You’re working at Sacramento Theatre Company during tough times. Live theater audiences are declining. Budgets are tight. You wonder what the future holds.
The phone rings. It’s Stephanie J. Block, Tony Award-winning star of Broadway hits “Wicked,” “9 to 5,” “The Cher Show,” “Falsettos” and “Into the Woods.”
A decade ago, Ryan Heater set his sights on a historic circa 1900 home in Boulevard Park that he now calls home. The magnificent mansion was lovingly preserved by earlier owners.
Heater’s goal is to take the house to another level. Using top local craftspeople, he studies every detail and explores every resource.
“Years back, I had the pleasure of hosting a 90th birthday party for Jim Betson, one of the previous long-term owners,” Heater says. “It meant the world to him and his family. That’s a part of the intergenerational beauty of this home.
Some of my most rewarding years in chaplain work were spent as chaplain for women and children at Sutter Medical Center from 2002 to 2008.
My rounds often took me onto the high-risk maternity unit. Rooms were filled with scared, pregnant women whose doctors confined them to bed in hopes of avoiding a miscarriage.
One afternoon, our unit secretary, Jeannette, told me about a patient expecting twins. Her 23-week pregnancy was threatened by severe complications.
“Her husband is a youth minister, so she has a lot of church friends in her room now,” Jeannette told me.
Early last year, I needed hospice care for the end of my husband’s long life. I asked Jim’s doctor for YoloCares hospice. He said it was a good choice. He heard good reviews about YoloCares, especially in grief support services.
My decision was personal. It was a tribute to how Jim and I built our business for 27 years. Yolo was our largest advertiser. I learned about their services from ads. Jim always wanted to support businesses that supported us.
Jim’s hospice care was less than five days. He was 93 and suffered four years of worsening dementia after a car accident that caused a brain injury. His wishes were clear. He was ready to go.
There must be something we can do for Hazel Jackson. Her bravery brought a reckoning that inspires today.
She forced Land Park gentry to confront their indifference to racism. She shamed local business leaders for their ownership of a sports facility that refused to serve Black people.
Hazel Jackson made a difference. Thanks to her, part of the city’s recreational and sporting life untethered itself from an anchor of institutional bigotry.
Want to know a secret? Sacramento’s best bargain is not Costco’s hotdog lunch or thrift store discards. It’s the Fair Oaks Horticulture Center, tucked into the back of Fair Oaks Park on a 1-acre spit of land.
The center has been called “Disneyland for Gardeners,” but there are no long lines and triple-digit tickets. Admission to public events and parking is free. UC Master Gardeners staff the events and maintain the gardens. Next event is an Open Garden on Saturday, March 16, from 9 a.m. to noon.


**Exercise goal**. Show, from the entries below, every line in which "labels" appears.

Data entries for graphics:
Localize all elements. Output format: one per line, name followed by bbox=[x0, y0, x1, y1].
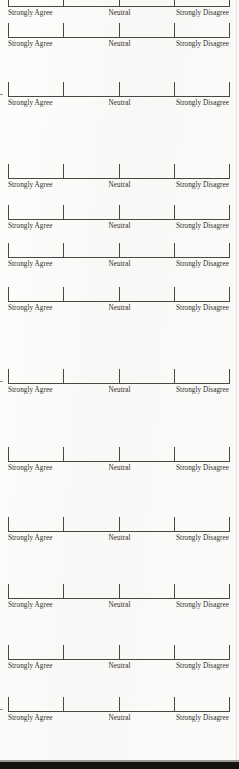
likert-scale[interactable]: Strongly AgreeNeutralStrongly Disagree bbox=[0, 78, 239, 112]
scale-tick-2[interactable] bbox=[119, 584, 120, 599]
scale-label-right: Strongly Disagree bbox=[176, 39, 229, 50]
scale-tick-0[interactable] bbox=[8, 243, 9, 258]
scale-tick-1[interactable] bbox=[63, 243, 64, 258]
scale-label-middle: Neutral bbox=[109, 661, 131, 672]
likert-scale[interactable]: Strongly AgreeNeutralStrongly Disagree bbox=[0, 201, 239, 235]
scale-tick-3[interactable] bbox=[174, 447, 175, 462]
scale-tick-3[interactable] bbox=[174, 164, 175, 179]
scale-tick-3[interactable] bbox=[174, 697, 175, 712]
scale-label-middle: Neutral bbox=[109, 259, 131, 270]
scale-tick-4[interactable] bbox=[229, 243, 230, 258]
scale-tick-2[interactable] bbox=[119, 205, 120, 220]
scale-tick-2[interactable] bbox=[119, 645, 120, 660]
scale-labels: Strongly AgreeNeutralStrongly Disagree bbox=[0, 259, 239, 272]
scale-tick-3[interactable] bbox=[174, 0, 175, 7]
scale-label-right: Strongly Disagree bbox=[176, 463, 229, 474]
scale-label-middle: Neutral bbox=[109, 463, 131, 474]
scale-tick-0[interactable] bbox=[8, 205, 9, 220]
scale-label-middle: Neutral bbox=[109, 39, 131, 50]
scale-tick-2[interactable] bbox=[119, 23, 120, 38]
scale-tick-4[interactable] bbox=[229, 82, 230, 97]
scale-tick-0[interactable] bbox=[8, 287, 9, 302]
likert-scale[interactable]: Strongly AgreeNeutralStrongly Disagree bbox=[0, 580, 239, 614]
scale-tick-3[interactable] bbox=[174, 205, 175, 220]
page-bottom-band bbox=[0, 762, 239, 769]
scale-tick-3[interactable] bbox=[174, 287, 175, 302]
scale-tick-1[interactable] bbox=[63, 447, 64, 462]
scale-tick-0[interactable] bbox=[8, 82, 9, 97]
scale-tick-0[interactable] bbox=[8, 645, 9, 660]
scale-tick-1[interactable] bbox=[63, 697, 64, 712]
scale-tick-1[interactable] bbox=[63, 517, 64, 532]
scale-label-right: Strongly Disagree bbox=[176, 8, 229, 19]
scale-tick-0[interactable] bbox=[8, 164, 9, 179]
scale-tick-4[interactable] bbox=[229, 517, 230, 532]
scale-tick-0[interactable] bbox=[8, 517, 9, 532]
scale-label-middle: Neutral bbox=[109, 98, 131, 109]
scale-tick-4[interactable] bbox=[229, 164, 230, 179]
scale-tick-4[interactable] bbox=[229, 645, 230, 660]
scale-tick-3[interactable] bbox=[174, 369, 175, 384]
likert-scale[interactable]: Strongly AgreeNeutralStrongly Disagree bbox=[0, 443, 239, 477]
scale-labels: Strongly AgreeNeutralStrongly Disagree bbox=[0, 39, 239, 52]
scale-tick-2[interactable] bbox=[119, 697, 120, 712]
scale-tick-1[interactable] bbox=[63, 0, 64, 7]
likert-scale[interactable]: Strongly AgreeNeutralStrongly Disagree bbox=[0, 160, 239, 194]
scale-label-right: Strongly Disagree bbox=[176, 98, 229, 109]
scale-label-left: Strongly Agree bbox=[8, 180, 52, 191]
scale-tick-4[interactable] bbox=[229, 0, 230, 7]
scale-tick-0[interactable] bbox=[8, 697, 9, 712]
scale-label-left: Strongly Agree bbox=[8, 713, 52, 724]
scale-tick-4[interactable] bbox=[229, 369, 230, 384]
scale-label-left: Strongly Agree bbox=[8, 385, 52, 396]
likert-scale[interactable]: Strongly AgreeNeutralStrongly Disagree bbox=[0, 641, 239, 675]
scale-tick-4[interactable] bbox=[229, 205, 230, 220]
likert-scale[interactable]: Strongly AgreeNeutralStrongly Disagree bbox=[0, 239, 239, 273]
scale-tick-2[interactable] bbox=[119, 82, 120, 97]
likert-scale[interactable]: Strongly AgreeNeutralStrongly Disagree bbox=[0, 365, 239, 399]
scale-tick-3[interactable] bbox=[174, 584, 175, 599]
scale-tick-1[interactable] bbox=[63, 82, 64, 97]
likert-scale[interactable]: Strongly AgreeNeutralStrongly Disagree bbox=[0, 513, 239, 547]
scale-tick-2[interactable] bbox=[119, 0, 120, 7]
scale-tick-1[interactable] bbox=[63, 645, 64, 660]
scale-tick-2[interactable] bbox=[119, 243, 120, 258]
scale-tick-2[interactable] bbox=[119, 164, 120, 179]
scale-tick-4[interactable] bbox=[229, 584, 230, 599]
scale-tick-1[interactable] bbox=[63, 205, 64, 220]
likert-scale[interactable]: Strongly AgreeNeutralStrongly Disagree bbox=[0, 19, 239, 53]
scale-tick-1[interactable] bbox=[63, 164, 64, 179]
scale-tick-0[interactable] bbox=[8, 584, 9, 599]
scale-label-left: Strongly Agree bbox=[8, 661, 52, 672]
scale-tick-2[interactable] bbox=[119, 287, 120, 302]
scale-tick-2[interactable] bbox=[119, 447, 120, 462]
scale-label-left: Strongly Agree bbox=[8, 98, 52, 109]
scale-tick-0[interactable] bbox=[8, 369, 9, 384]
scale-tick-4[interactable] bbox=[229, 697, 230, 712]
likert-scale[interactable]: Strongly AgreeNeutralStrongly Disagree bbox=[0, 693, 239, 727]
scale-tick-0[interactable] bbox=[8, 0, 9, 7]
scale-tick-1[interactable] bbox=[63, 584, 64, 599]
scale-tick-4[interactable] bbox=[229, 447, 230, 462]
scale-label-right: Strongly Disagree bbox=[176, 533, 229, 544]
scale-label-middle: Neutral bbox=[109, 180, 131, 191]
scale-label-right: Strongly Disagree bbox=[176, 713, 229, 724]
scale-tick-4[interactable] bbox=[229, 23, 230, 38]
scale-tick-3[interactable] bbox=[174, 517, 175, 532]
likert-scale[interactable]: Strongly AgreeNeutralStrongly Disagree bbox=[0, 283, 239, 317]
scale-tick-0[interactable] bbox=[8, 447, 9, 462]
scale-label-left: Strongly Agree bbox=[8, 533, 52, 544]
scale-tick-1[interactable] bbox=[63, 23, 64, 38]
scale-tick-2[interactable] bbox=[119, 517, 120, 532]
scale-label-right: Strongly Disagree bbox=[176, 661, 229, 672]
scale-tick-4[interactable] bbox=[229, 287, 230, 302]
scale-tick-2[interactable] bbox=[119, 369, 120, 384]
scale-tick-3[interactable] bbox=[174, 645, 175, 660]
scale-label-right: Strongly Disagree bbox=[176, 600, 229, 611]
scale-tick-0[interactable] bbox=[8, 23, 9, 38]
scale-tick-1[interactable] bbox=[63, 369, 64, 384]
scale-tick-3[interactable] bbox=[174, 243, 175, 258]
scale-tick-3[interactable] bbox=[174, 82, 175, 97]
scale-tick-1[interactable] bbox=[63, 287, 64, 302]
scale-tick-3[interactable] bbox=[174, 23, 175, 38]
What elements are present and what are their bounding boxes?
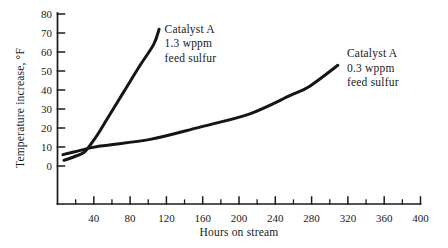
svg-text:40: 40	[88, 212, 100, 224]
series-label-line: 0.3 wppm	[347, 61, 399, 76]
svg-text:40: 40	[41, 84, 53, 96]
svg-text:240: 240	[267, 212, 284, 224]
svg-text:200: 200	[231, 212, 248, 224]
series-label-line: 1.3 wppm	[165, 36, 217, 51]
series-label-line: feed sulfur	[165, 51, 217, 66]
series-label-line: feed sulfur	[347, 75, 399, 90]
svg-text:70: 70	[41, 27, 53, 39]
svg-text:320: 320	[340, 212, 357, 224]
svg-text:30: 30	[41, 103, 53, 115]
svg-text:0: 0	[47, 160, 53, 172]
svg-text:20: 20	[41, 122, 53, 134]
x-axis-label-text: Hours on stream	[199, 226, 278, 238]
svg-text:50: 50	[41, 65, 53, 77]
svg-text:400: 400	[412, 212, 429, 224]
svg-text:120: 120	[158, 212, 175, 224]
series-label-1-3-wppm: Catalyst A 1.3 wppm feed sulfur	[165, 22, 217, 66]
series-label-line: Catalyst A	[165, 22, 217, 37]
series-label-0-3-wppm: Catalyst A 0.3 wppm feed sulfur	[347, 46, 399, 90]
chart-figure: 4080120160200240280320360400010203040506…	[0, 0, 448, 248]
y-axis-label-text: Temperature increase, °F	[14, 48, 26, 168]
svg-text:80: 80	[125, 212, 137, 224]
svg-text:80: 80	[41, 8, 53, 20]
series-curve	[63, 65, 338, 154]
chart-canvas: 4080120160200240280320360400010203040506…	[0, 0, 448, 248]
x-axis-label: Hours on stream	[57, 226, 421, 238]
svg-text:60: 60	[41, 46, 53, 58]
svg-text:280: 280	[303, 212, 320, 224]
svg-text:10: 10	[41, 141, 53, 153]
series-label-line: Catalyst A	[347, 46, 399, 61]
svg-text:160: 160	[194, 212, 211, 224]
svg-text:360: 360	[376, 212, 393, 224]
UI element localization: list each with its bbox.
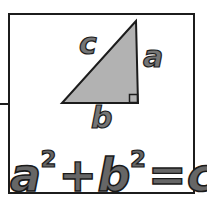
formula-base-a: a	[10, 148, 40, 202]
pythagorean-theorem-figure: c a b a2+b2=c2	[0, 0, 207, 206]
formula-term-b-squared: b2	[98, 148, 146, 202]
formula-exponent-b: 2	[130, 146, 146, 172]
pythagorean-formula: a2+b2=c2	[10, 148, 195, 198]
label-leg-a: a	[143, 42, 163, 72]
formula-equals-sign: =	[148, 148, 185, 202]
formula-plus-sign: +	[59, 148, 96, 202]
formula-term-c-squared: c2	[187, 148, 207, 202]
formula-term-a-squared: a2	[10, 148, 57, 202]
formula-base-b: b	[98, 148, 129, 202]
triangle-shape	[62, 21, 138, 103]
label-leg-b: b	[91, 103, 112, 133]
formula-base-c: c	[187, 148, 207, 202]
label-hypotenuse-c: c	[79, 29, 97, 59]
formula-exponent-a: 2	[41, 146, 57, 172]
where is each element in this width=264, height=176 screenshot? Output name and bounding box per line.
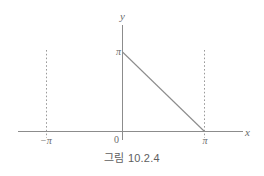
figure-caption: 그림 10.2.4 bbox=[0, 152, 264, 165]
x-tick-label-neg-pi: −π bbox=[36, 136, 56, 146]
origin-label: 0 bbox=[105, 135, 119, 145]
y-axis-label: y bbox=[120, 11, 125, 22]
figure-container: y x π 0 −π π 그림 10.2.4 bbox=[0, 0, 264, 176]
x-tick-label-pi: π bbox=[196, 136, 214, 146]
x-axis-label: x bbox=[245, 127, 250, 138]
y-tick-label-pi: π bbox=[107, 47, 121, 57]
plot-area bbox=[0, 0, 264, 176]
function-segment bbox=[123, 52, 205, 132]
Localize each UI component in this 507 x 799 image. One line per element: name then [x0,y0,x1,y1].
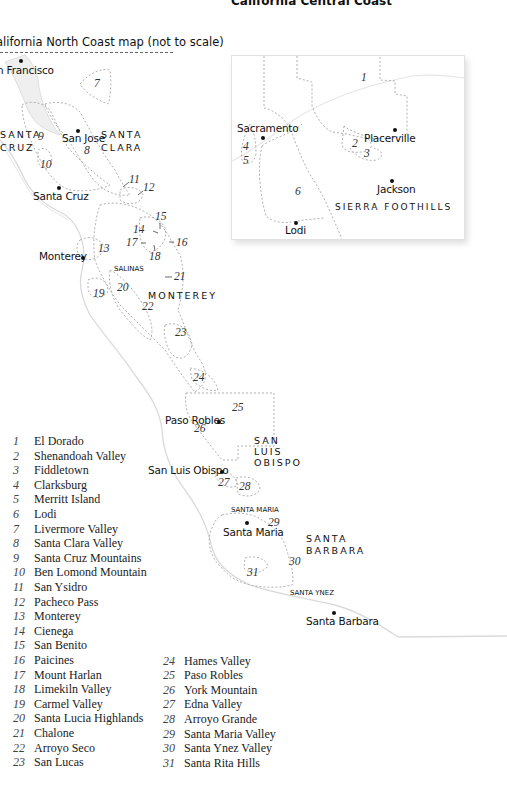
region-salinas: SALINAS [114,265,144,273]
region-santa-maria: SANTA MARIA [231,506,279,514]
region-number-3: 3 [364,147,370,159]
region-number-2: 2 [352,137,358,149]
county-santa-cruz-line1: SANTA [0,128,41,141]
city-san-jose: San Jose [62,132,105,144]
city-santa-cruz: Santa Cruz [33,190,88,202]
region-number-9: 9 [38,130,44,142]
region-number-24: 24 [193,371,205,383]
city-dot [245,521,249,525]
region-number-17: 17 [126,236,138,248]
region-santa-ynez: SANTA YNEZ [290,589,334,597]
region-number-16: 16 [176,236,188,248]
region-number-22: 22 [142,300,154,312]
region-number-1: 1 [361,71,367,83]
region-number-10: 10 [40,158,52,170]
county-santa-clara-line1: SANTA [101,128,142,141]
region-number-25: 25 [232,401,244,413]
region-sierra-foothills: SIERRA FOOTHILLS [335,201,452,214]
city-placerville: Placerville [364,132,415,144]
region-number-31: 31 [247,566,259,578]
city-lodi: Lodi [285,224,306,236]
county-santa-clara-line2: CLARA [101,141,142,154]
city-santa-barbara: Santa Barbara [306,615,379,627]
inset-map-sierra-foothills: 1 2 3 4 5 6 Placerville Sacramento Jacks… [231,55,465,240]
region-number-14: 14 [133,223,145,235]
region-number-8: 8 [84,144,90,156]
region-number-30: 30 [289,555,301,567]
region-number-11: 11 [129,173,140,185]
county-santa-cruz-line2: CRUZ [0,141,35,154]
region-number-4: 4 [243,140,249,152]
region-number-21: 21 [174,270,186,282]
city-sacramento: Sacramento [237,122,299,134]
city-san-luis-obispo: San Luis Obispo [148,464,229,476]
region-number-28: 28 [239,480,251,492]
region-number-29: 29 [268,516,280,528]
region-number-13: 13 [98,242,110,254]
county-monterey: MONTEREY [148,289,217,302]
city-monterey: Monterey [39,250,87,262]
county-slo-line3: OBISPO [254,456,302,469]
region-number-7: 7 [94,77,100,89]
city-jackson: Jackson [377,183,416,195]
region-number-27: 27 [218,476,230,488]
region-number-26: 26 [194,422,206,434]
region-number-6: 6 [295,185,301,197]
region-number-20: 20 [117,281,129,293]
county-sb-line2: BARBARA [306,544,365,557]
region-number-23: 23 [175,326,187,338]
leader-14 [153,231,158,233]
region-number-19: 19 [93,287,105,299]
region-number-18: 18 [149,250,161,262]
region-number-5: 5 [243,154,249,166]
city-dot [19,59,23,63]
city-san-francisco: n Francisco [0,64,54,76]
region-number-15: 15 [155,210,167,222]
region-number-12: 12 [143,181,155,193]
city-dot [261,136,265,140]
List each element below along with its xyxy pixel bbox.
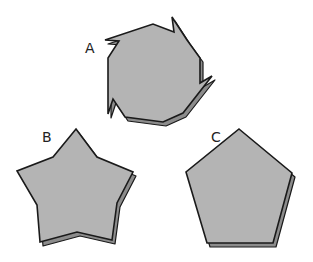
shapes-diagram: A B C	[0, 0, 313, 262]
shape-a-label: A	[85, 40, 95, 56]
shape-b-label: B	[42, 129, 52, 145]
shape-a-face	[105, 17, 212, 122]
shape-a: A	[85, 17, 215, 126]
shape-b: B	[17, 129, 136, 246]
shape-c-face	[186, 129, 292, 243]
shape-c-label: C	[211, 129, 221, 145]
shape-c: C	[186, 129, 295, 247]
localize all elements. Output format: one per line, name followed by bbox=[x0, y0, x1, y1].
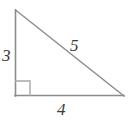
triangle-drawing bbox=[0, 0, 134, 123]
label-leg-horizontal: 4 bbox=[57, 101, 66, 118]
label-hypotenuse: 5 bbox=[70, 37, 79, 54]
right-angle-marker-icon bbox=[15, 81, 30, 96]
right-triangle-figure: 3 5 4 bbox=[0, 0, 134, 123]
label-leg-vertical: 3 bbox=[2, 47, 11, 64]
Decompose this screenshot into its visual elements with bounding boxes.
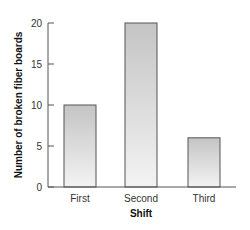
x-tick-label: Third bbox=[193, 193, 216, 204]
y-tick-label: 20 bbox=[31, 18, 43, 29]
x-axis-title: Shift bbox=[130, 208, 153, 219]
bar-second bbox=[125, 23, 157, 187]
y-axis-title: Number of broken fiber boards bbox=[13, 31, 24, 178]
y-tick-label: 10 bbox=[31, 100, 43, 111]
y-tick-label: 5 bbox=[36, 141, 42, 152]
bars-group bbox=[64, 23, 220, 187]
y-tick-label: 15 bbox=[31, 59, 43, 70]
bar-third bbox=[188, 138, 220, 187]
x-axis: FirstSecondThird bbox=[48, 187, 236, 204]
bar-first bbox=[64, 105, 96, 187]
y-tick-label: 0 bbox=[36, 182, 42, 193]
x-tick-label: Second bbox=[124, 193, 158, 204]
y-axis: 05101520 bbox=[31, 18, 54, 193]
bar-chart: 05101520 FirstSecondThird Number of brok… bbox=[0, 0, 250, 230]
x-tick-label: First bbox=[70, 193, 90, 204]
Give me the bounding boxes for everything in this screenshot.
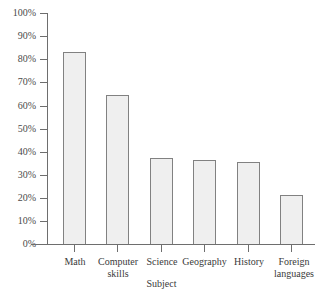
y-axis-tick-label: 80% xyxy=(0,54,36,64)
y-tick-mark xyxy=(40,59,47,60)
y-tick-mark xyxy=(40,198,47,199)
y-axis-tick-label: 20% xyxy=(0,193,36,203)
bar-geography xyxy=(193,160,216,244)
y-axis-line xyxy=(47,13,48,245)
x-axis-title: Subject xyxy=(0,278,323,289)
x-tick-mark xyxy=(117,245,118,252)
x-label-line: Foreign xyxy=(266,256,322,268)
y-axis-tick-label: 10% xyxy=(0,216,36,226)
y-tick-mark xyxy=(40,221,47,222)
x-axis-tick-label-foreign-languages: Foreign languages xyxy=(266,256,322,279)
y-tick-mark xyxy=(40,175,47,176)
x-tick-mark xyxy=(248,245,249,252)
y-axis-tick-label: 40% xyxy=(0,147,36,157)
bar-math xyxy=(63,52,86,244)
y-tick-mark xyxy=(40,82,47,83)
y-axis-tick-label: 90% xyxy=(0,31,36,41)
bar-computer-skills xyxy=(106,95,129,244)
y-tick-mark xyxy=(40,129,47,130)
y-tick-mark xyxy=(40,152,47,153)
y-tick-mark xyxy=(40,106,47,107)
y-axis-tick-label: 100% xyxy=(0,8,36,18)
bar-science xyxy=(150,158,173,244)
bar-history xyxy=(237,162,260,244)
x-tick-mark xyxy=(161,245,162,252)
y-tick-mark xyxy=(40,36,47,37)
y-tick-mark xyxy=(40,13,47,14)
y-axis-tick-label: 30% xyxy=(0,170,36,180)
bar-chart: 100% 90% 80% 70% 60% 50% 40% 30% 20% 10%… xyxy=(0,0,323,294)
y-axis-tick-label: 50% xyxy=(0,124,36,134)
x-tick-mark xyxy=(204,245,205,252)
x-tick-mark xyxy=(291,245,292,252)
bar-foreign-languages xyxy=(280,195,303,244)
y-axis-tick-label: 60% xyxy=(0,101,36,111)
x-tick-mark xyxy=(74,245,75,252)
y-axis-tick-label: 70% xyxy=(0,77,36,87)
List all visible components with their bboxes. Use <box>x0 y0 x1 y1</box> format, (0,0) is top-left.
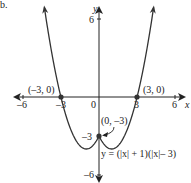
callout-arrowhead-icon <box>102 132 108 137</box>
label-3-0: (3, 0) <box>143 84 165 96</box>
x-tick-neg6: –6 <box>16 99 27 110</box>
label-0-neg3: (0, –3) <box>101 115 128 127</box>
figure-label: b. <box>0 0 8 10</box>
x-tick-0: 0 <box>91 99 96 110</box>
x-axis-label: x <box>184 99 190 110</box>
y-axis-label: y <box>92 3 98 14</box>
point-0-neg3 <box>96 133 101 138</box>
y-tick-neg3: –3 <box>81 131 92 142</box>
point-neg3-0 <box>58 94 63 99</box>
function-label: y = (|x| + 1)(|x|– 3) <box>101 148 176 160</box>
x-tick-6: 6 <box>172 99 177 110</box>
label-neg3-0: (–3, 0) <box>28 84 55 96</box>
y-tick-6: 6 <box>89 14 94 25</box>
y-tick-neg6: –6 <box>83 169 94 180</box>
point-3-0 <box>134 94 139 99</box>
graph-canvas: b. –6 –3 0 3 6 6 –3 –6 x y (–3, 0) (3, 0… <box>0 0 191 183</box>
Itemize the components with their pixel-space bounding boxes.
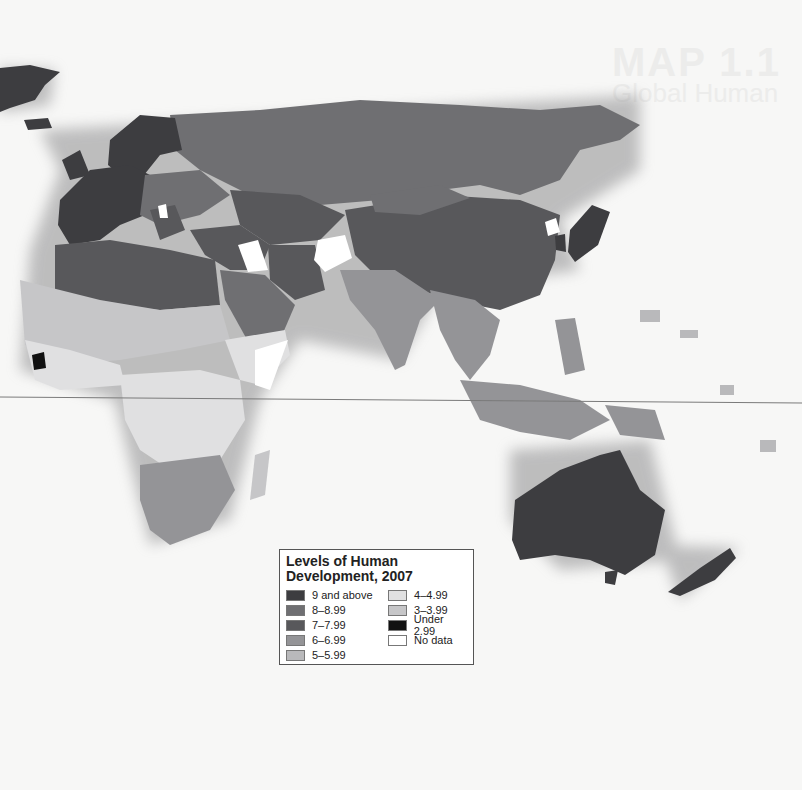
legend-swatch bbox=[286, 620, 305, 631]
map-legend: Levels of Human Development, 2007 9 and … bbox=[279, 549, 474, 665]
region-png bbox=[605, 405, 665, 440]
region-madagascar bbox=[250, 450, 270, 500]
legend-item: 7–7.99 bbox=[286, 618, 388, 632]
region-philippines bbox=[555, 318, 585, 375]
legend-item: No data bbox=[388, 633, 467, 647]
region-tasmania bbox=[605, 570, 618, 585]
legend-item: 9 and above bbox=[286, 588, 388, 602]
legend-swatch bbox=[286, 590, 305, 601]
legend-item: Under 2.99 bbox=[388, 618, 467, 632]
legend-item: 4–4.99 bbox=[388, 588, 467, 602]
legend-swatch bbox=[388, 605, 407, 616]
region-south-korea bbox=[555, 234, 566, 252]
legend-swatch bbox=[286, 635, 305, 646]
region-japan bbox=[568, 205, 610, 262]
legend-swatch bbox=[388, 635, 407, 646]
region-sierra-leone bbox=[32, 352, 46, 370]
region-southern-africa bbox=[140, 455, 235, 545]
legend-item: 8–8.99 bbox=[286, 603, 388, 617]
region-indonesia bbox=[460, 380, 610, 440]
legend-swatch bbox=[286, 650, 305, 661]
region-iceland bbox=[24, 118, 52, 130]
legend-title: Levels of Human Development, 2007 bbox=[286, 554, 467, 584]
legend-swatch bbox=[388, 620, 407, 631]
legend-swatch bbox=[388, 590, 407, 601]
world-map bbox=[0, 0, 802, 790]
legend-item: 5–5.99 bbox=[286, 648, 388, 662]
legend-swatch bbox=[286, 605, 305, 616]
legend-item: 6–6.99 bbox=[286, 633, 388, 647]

**Expected output**.
scale-labels: Strongly AgreeNeutralStrongly Disagree bbox=[0, 259, 239, 272]
scale-labels: Strongly AgreeNeutralStrongly Disagree bbox=[0, 39, 239, 52]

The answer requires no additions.